[Mondrian]Re:VirtualCubeTest.testCalculatedMemberAcrossCubesfailing on SMP

michael bienstein mbienstein at yahoo.fr
Tue Jan 23 11:15:32 EST 2007


My comments in your text.


----- Message d'origine ----
De : Pappyn Bart <Bart.Pappyn at vandewiele.com>
À : Mondrian developer mailing list <mondrian at pentaho.org>
Envoyé le : Mardi, 23 Janvier 2007, 16h13mn 42s
Objet : RE: Re : Re : [Mondrian]Re:VirtualCubeTest.testCalculatedMemberAcrossCubesfailing on SMP


Michael,
 
The exact details of transactions and connections I have not looked at.  You might be right it is OK to use
a transaction per query.  When the moment is there I will take a look.
 
Do note that it is the responsibility of the plug-in to detect changes, not mondrian itself.  The plug-in can share
the transaction of the query [Good] and see changes before the transaction started and flush the cache involved. [Looking forward to seeing how]
 
First I will finish my current changes to RolapStar.  If everything is working fine, I might take a look at connections
and transactions.
 
But there is one big problem for the moment : most connections to the database occur with the default connection
of the star and not with the jdbc connection of the RolapConnection.  [That's why I proposed the QueryContext idea.  They should all go through the one Connection and we should be able to plug the creation of that Connection in via different objects so that the transaction charateristics can be modified]
 
Another problem is the hierarchy cache.  In my case, hierarchy data is changing all the time, especially because
I have real-time data that is in properties of a dimension.  But because the reading of the hierarchies is not in sync
with a mdx query connection, there could be problems.  For example, jpivot can ask for hierarchy data without an
actual mdx query being executed.  Not sure how to solve this one.  [I'm not sure either.  There are 2 problems: consistency between SQL results in the same MDX or XMLA Members query and the second is making the hierachy cache more controllable like you've done with the cell cache.  The first is handled by QueryContext if we can put this around all the entry points in Mondrian.  The second I don't know.  I tried to put something like QueryContext into Mondrian in my sandbox in the summer and got bogged down with RolapConnection and RolapCube's constructors calling each other as well as hunting down all the entry points.  Julian told me to hold off until we get OLAP4J up to scratch so that we hav an API to go with.  That's taking longer than hoped for.]  Maybe this cache need to live on its own and
use a transaction per sql query?
 
Bart
 


From: mondrian-bounces at pentaho.org [mailto:mondrian-bounces at pentaho.org] On Behalf Of michael bienstein
Sent: dinsdag 23 januari 2007 15:55
To: Mondrian developer mailing list
Subject: Re : Re : [Mondrian]Re:VirtualCubeTest.testCalculatedMemberAcrossCubesfailing on SMP


Bart,
 
Transactions on an OLTP Database should be short lived.  You say " 
When changes are detected, than the transaction for - this thread only - should be stopped and a new
one should be taken".  You can't detect changes in a transaction.  That's the Atomic property of ACID transactions.  You *have to* use a separate transaction to detect changes.
 
Now how you keep cached values from one transaction to simplify the requirements of a second transaction is a complex question.  ORM tools like Hibernate do this.  I assumed that at least in a first pass we wouldn't.  I thought of the following: 
1) MDX Query begins - obtain a transaction context for the query.
2) MDX Query wants to pull data from a RolapStar or AggStar or just a table.
2a) Is this table a hot-updated table or a relatively stable data store?  Stable data stores can be chaced globally but hot-cached tables use only transaction-local cache.
2b) If hot updatable - do we have the data in the transaction local cache?  If yes, we're done.  Otherwise go to 3.
2c) If stable table, does the global cache have the information?  If yes then we're done.  Otherwise go to 3.
3) Obtain the open connection in the current DB transaction if there is one.  If not, make one, associate it with the query context/transaction context for future requests.
4) Query the data we want and place it into the cache (global or transaction local depending on the nature of the source of the data).
5) Keep going using this system until all data is found.
6) At end of query, dispose the transaction context - this will simply throw the transaction-local cache in the bin.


**The problem**.
Could you print exactly the lines of the listing below, starting at the line that has "You are a GUI" and ending at the line that has "This screenshot has width=920, height=502.", and only those lines?

____

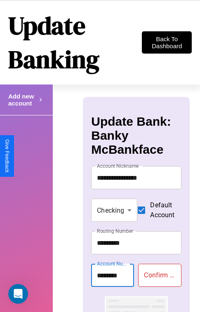  Describe the element at coordinates (167, 42) in the screenshot. I see `button: Back To Dashboard` at that location.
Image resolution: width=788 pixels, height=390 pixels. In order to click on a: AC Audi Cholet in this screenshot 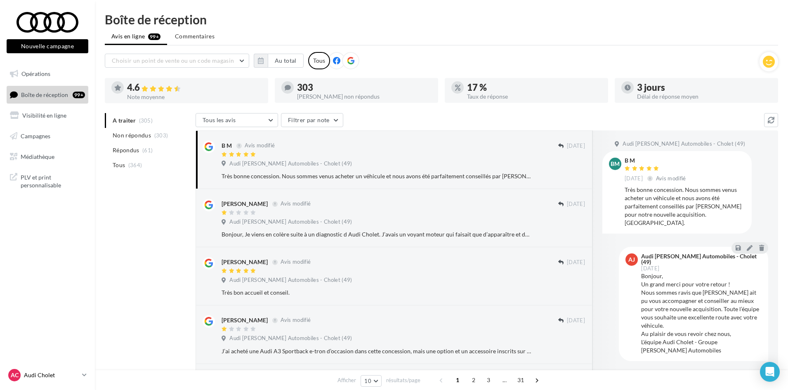, I will do `click(47, 375)`.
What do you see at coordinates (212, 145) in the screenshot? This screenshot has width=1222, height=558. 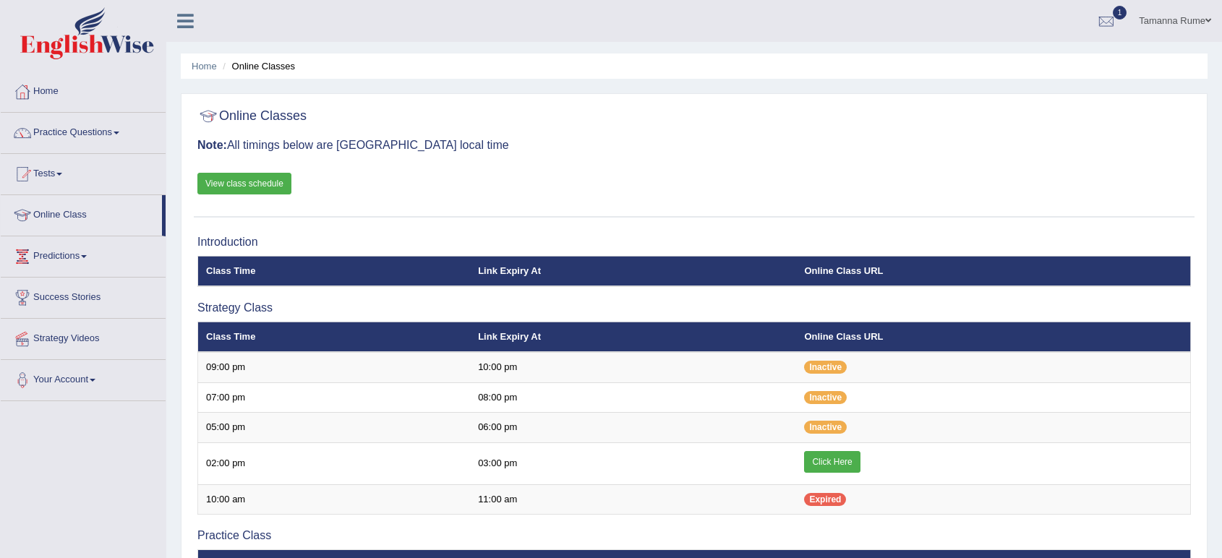 I see `b: Note:` at bounding box center [212, 145].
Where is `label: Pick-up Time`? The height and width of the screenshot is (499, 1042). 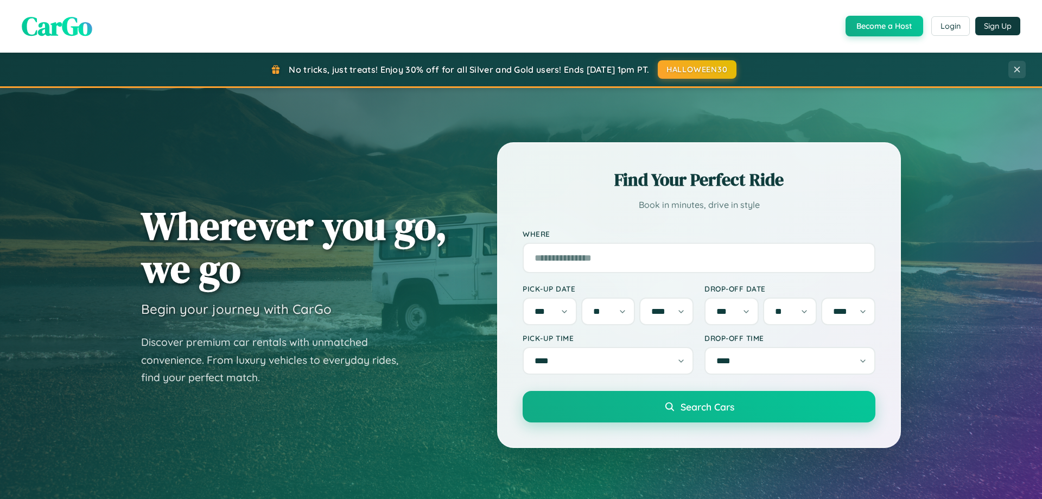
label: Pick-up Time is located at coordinates (608, 337).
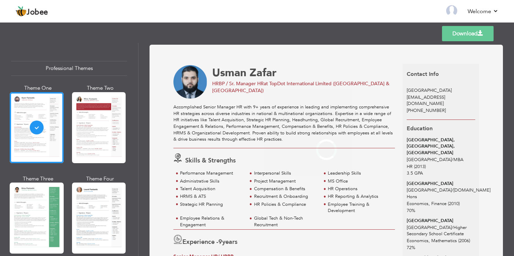  I want to click on img: jobee.io, so click(21, 11).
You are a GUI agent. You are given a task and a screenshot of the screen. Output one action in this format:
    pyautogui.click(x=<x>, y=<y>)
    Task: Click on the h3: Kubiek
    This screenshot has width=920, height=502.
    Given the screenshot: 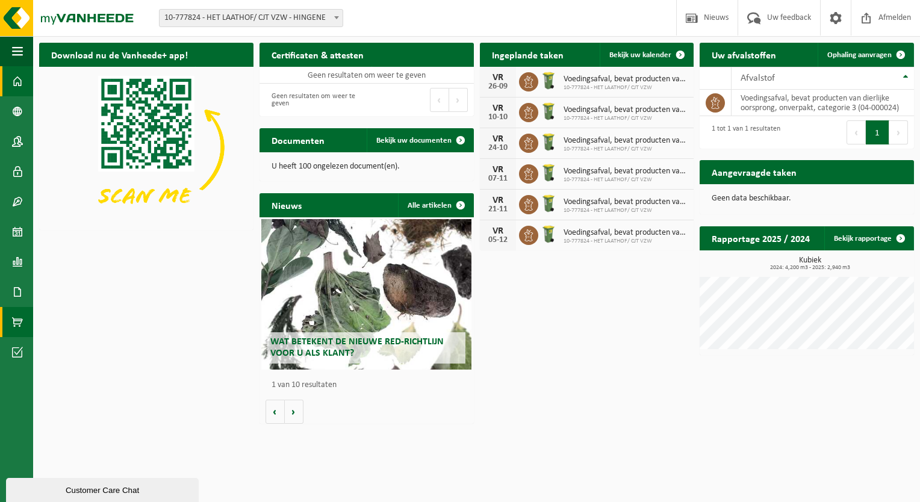 What is the action you would take?
    pyautogui.click(x=810, y=264)
    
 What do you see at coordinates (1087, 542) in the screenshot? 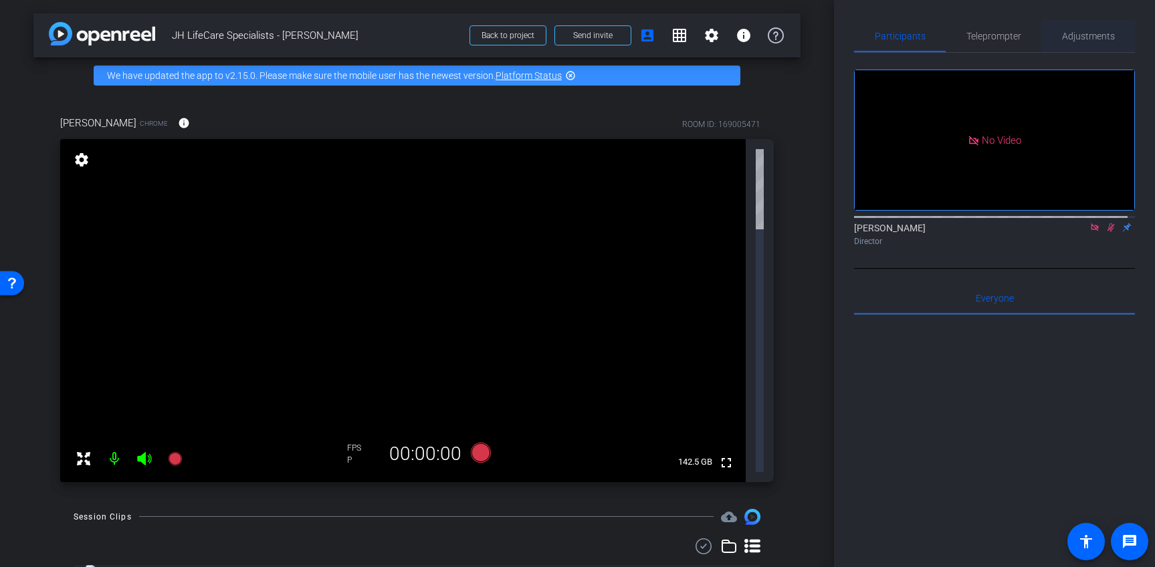
I see `mat-icon: accessibility` at bounding box center [1087, 542].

____

**Your response**.
You are a GUI agent. You are given a task and a screenshot of the screen. Output one action in this format:
    pyautogui.click(x=<x>, y=<y>)
    Task: Click on the h3: Kubiek
    This screenshot has width=920, height=502.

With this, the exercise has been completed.